I left the shop feeling hollow. I had my compass, but I didn’t feel victorious. I didn’t even know where I was. I asked the boy to take me back to the main square. He nodded, and for another fee, led me through the labyrinth until the wide chaos of Jemaa el-Fnaa opened in front of me like a wound. Snake charmers played their flutes. Orange juice vendors shouted for customers. The air was thick with smoke from grilling meat and the perfume of spices. I was back where I started, but I felt changed.

In the riad that night I lay awake listening to the fountain. I turned the compass over in my hand. It worked, or seemed to. But I remembered the old man’s words. It only pointed where I wanted to go. Did I even know where that was? I realized I had come to Marrakech not to find a destination but to lose myself, to escape the neat lines my life had taken back home. The compass had simply mirrored that. Led me in circles, deeper and deeper into the tangle of the medina, until I confronted the truth that I didn’t know my own direction.

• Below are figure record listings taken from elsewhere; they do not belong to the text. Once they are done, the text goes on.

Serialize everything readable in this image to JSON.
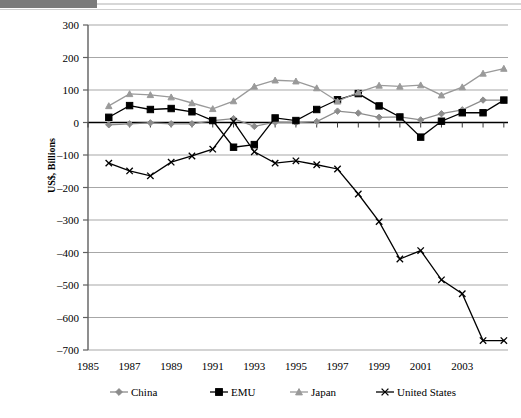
{
  "page": {
    "background_color": "#ffffff",
    "banner_color": "#7b7b7b",
    "banner_accent_color": "#d7d7d7"
  },
  "chart_data": {
    "type": "line",
    "title": "",
    "subtitle": "",
    "xlabel": "",
    "ylabel": "US$, Billions",
    "grid": true,
    "legend_position": "bottom",
    "xlim": [
      1985,
      2004
    ],
    "ylim": [
      -700,
      300
    ],
    "ytick_labels": [
      "300",
      "200",
      "100",
      "0",
      "-100",
      "-200",
      "-300",
      "-400",
      "-500",
      "-600",
      "-700"
    ],
    "ytick_values": [
      300,
      200,
      100,
      0,
      -100,
      -200,
      -300,
      -400,
      -500,
      -600,
      -700
    ],
    "xtick_labels": [
      "1985",
      "1987",
      "1989",
      "1991",
      "1993",
      "1995",
      "1997",
      "1999",
      "2001",
      "2003"
    ],
    "xtick_values": [
      1985,
      1987,
      1989,
      1991,
      1993,
      1995,
      1997,
      1999,
      2001,
      2003
    ],
    "x": [
      1986,
      1987,
      1988,
      1989,
      1990,
      1991,
      1992,
      1993,
      1994,
      1995,
      1996,
      1997,
      1998,
      1999,
      2000,
      2001,
      2002,
      2003,
      2004
    ],
    "series": [
      {
        "name": "China",
        "color": "#8c8c8c",
        "marker": "diamond",
        "values": [
          -7,
          -4,
          -1,
          -4,
          -4,
          6,
          12,
          -12,
          1,
          0,
          3,
          35,
          29,
          16,
          17,
          8,
          27,
          39,
          69
        ]
      },
      {
        "name": "EMU",
        "color": "#000000",
        "marker": "square",
        "values": [
          16,
          52,
          40,
          43,
          33,
          6,
          -76,
          -68,
          14,
          6,
          40,
          70,
          89,
          51,
          17,
          -45,
          4,
          30,
          30
        ]
      },
      {
        "name": "Japan",
        "color": "#9a9a9a",
        "marker": "triangle",
        "values": [
          51,
          88,
          85,
          78,
          60,
          42,
          66,
          111,
          130,
          127,
          106,
          65,
          93,
          114,
          111,
          115,
          84,
          109,
          151
        ]
      },
      {
        "name": "United States",
        "color": "#000000",
        "marker": "x",
        "values": [
          -125,
          -149,
          -164,
          -122,
          -103,
          -82,
          3,
          -90,
          -125,
          -118,
          -130,
          -143,
          -220,
          -305,
          -420,
          -394,
          -484,
          -527,
          -671
        ]
      }
    ],
    "series_extra_points": {
      "China": [
        {
          "x": 2005,
          "y": 69
        }
      ],
      "EMU": [
        {
          "x": 2005,
          "y": 69
        }
      ],
      "Japan": [
        {
          "x": 2005,
          "y": 166
        }
      ],
      "United States": [
        {
          "x": 2005,
          "y": -671
        }
      ]
    }
  },
  "legend": {
    "items": [
      {
        "label": "China",
        "color": "#8c8c8c",
        "marker": "diamond"
      },
      {
        "label": "EMU",
        "color": "#000000",
        "marker": "square"
      },
      {
        "label": "Japan",
        "color": "#9a9a9a",
        "marker": "triangle"
      },
      {
        "label": "United States",
        "color": "#000000",
        "marker": "x"
      }
    ]
  }
}
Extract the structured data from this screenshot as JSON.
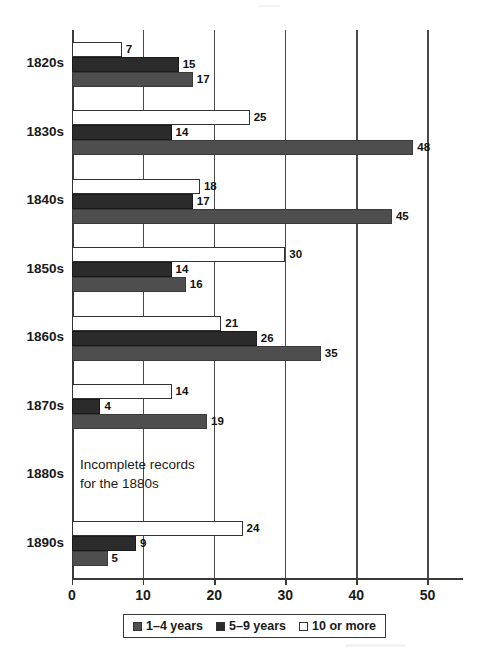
{
  "chart_data": {
    "type": "bar",
    "orientation": "horizontal",
    "title": "",
    "xlabel": "",
    "ylabel": "",
    "xlim": [
      0,
      55
    ],
    "xticks": [
      0,
      10,
      20,
      30,
      40,
      50
    ],
    "xtick_labels": [
      "0",
      "10",
      "20",
      "30",
      "40",
      "50"
    ],
    "grid": true,
    "grid_axis": "x",
    "legend_position": "bottom",
    "categories": [
      "1820s",
      "1830s",
      "1840s",
      "1850s",
      "1860s",
      "1870s",
      "1880s",
      "1890s"
    ],
    "series": [
      {
        "name": "1–4 years",
        "color": "#4e4e4e",
        "values": [
          17,
          48,
          45,
          16,
          35,
          19,
          null,
          5
        ],
        "labels": [
          "17",
          "48",
          "45",
          "16",
          "35",
          "19",
          "",
          "5"
        ]
      },
      {
        "name": "5–9 years",
        "color": "#2b2b2b",
        "values": [
          15,
          14,
          17,
          14,
          26,
          4,
          null,
          9
        ],
        "labels": [
          "15",
          "14",
          "17",
          "14",
          "26",
          "4",
          "",
          "9"
        ]
      },
      {
        "name": "10 or more",
        "color": "#ffffff",
        "values": [
          7,
          25,
          18,
          30,
          21,
          14,
          null,
          24
        ],
        "labels": [
          "7",
          "25",
          "18",
          "30",
          "21",
          "14",
          "",
          "24"
        ]
      }
    ],
    "series_draw_order_top_to_bottom": [
      "10 or more",
      "5–9 years",
      "1–4 years"
    ],
    "annotations": [
      {
        "text": "Incomplete records\nfor the 1880s",
        "category": "1880s"
      }
    ]
  },
  "legend": {
    "items": [
      {
        "label": "1–4 years",
        "swatch": "#4e4e4e"
      },
      {
        "label": "5–9 years",
        "swatch": "#2b2b2b"
      },
      {
        "label": "10 or more",
        "swatch": "#ffffff"
      }
    ]
  },
  "colors": {
    "axis": "#3a3a3a",
    "grid": "#4a4a4a",
    "text": "#1a1a1a",
    "background": "#ffffff"
  }
}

The next morning I packed my things and checked out early. I didn’t know where I would go next. Maybe Essaouira on the coast, maybe the Atlas Mountains. I slipped the compass into my pocket one last time and stepped into the morning light. The streets were already busy, vendors setting up their stalls, children chasing each other, the city waking with a roar of color and sound. I didn’t check the needle. I didn’t need to. I would follow the noise, the scents, the pull in my chest. Marrakech hadn’t given me what I thought I wanted. It had taken it from me, and in the taking, offered something else. A chance to wander. A promise of uncertainty. The freedom to be lost.

And so I walked on, the compass warm in my hand, feeling less like a guide and more like a relic. I thought about throwing it away. Leaving it behind for another traveler to find. But for now I kept it. Not because I trusted it to show me the way, but because it reminded me that the way was mine to choose.

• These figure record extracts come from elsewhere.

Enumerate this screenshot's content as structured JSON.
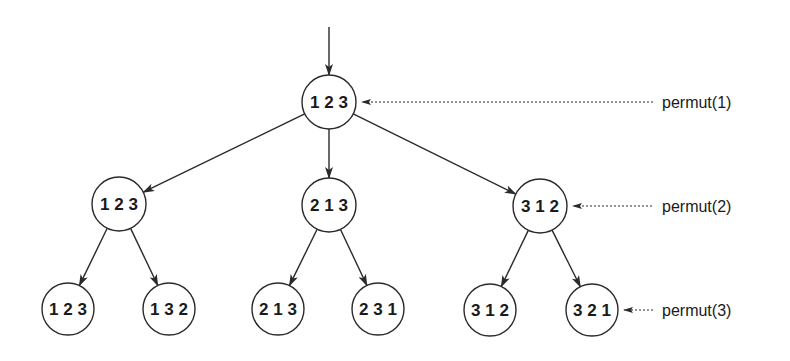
{
  "diagram": {
    "type": "recursion-tree",
    "title": "",
    "colors": {
      "stroke": "#2a2a2a",
      "text": "#1a1a1a",
      "background": "#ffffff"
    },
    "entry_arrow": {
      "from": [
        329,
        27
      ],
      "to": [
        329,
        75
      ]
    },
    "nodes": [
      {
        "id": "root",
        "label": "1 2 3",
        "cx": 329,
        "cy": 102,
        "r": 27,
        "level": 1
      },
      {
        "id": "l2a",
        "label": "1 2 3",
        "cx": 119,
        "cy": 204,
        "r": 27,
        "level": 2
      },
      {
        "id": "l2b",
        "label": "2 1 3",
        "cx": 329,
        "cy": 205,
        "r": 27,
        "level": 2
      },
      {
        "id": "l2c",
        "label": "3 1 2",
        "cx": 540,
        "cy": 206,
        "r": 27,
        "level": 2
      },
      {
        "id": "l3a",
        "label": "1 2 3",
        "cx": 68,
        "cy": 309,
        "r": 26,
        "level": 3
      },
      {
        "id": "l3b",
        "label": "1 3 2",
        "cx": 169,
        "cy": 309,
        "r": 26,
        "level": 3
      },
      {
        "id": "l3c",
        "label": "2 1 3",
        "cx": 278,
        "cy": 309,
        "r": 26,
        "level": 3
      },
      {
        "id": "l3d",
        "label": "2 3 1",
        "cx": 378,
        "cy": 309,
        "r": 26,
        "level": 3
      },
      {
        "id": "l3e",
        "label": "3 1 2",
        "cx": 490,
        "cy": 310,
        "r": 26,
        "level": 3
      },
      {
        "id": "l3f",
        "label": "3 2 1",
        "cx": 592,
        "cy": 310,
        "r": 26,
        "level": 3
      }
    ],
    "edges": [
      {
        "from": "root",
        "to": "l2a"
      },
      {
        "from": "root",
        "to": "l2b"
      },
      {
        "from": "root",
        "to": "l2c"
      },
      {
        "from": "l2a",
        "to": "l3a"
      },
      {
        "from": "l2a",
        "to": "l3b"
      },
      {
        "from": "l2b",
        "to": "l3c"
      },
      {
        "from": "l2b",
        "to": "l3d"
      },
      {
        "from": "l2c",
        "to": "l3e"
      },
      {
        "from": "l2c",
        "to": "l3f"
      }
    ],
    "level_labels": [
      {
        "text": "permut(1)",
        "target": "root",
        "x": 662,
        "y": 108,
        "line_from": 653
      },
      {
        "text": "permut(2)",
        "target": "l2c",
        "x": 662,
        "y": 212,
        "line_from": 652
      },
      {
        "text": "permut(3)",
        "target": "l3f",
        "x": 662,
        "y": 316,
        "line_from": 653
      }
    ]
  }
}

Tea at Dawn in the Himalayas

The first thing I remember is the cold. The kind that seeps into your bones before you even realize it’s there, creeping in beneath layers of wool and fleece like a patient thief. I woke before dawn in a tiny stone guesthouse perched on the side of a Himalayan ridge, the thin walls doing nothing to hold back the chill of the mountains. My breath emerged in visible puffs as I sat up on my narrow cot, the blanket falling away, the room dark except for the sliver of silver moonlight that bled through the wooden shutters. Outside, the world was silent, so silent that even the wind seemed hesitant to move.

I groped for my boots and pulled them on with stiff fingers. Each movement felt deliberate, a negotiation with the cold. My guide, Sonam, had knocked softly at my door moments before, telling me it was time. His voice had been calm, patient, and when I opened the door he was already bundled in his thick coat, a knitted hat pulled down to his eyebrows, the only visible part of his face a wide grin that made him look like a boy despite the gray in his beard. He handed me a steaming tin mug of tea before I could even greet him properly.

We didn’t talk much as we left the guesthouse. Words felt unnecessary in that moment. The ground was hard with frost, and the sky was a deep indigo that promised dawn soon but not yet. I cradled the mug in my hands, letting the heat warm my fingers, and sipped carefully. It was strong, black, laced with butter and salt in the local style, strange the first time I tasted it but now something I craved. It felt like drinking survival itself. Sonam led me along a narrow path that snaked along the edge of the mountain, our boots crunching softly in the quiet.